Making the Most of a Digital Workplace
Want to ensure your digital workplace will help improve company culture? Try implementing these three key strategies:
1. Generate some buzz early on
Some employees could be hesitant to adopt new technology and might not see the benefits right away. Before implementing any new strategies, do some research to identify obstacles you’ll need to overcome, anxieties people have, and how employees currently feel about inclusion. Collect hard data, so you don’t invest in a significant shift that’s based on a hunch.
A cultural assessment that emphasizes diversity and inclusion will give you measurable insights that can guide your tool and strategy selection moving forward. When you’re ready to implement a change, be open with your team about what to expect and start generating buzz early to encourage everyone to join the new platform before it’s time.

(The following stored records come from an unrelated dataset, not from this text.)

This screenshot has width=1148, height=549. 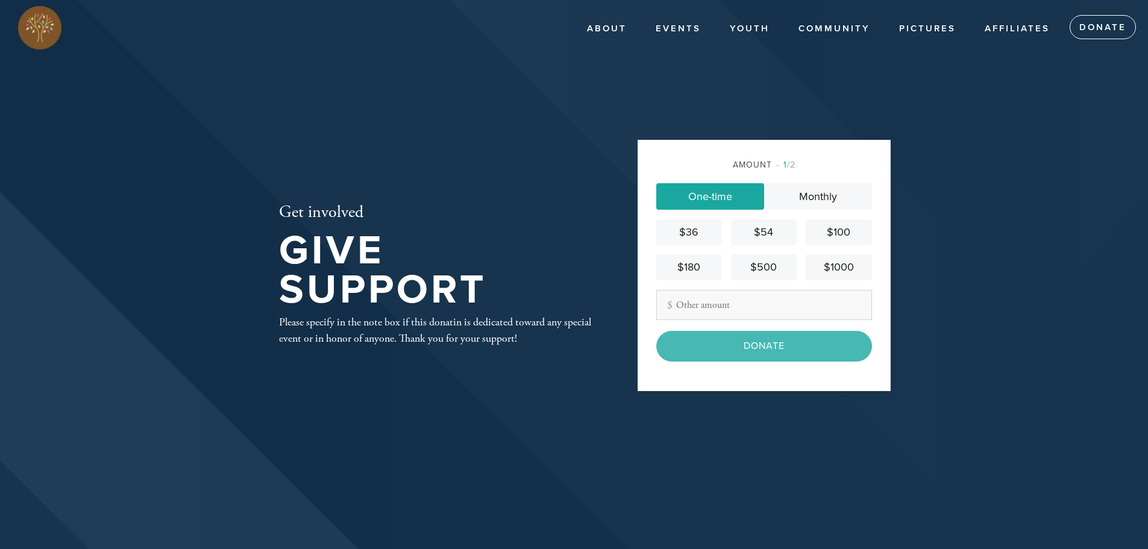 I want to click on h1: Give Support, so click(x=439, y=270).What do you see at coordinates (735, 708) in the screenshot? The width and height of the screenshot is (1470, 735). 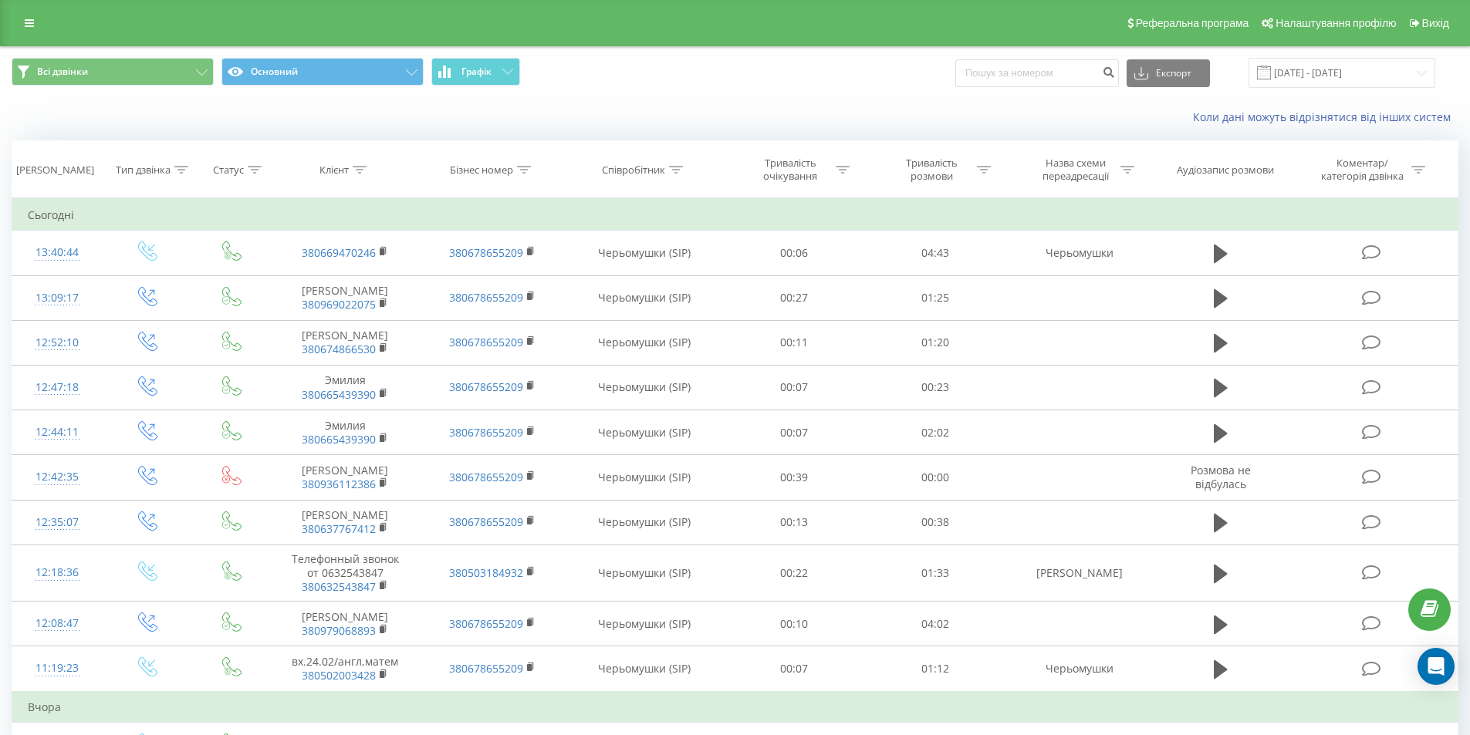 I see `td: Вчора` at bounding box center [735, 708].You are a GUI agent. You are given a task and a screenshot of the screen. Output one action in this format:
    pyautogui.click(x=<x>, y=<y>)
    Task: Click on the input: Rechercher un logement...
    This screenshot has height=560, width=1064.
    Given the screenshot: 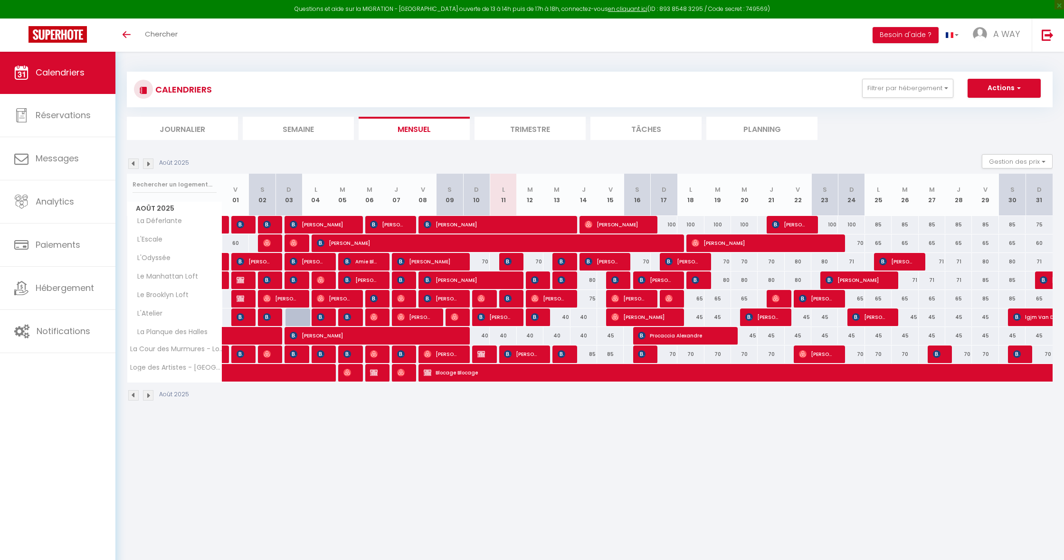 What is the action you would take?
    pyautogui.click(x=174, y=185)
    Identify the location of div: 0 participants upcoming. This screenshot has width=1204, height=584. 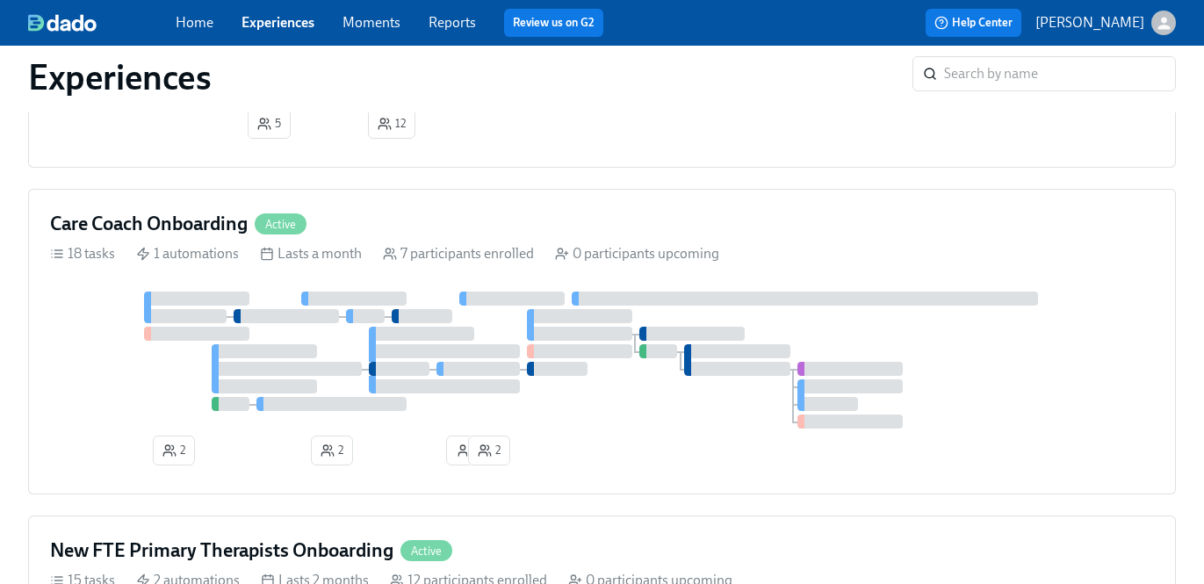
(637, 254).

Learn More: Hiring for Diversity? Try the Culture Add Approach
2. Let content be king
If you want people to use a digital workplace, it needs to be populated with relevant content. That’s what will keep users coming back — they’ll see the workplace as a place to engage with their colleagues, get updates from leaders, and find operational information that helps them get their work done.

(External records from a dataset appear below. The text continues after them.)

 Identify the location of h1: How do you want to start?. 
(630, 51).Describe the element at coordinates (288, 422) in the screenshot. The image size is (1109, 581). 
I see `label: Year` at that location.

Start by building out a content plan for your digital workplace that spans three to six months. To ensure you have sufficient content that resonates with employees designates content owners. These people don’t have to be leaders; they can be anyone across the company who is excited to drive change and positive engagement on your digital platforms.
As you progress, periodically review your content-management strategy. Make sure employees have the information they need to do their jobs. Of course, you’ll also want to make sure frontline workers have the same access as in-office workers. Remember that each bit of information only needs to be available on one source. Multiple versions of the same information create confusion that’s easy to avoid. Set up an FAQ page where employees can ask questions and get answers, and establish times for them to share feedback. Define a content strategy in advance so that your digital workplace won’t just have users — it should have the information that makes users want to return.
Learn More: How AI & Mindfulness Can Tackle Age Bias in the Modern Workplace
3. Take a “crawl, walk, run” approach
You might want to hit the ground running, but it’s better to start with small steps. If you provide too many tools at once, employees won’t know which tools to leverage for which purposes. Begin by fostering communication. Then, introduce more as you achieve engagement goals. If you use a platform with a wide range of capabilities, start by implementing just a few communicationchannels, and only add extra channels after you see success with the first ones.
Starting slow creates more opportunities for measurable benchmarks that can outline a clear narrative toward inclusion goals. Everyone starts (and stays) on the same page and works toward those goals together. With trackable data, leadership can quickly identify when something doesn’t work and make adjustments accordingly.
A digital workplace doesn’t have to make employees feel isolated. If inclusion and diversity are priorities for your organization, your digital workplace can be a powerful tool in achieving those goals.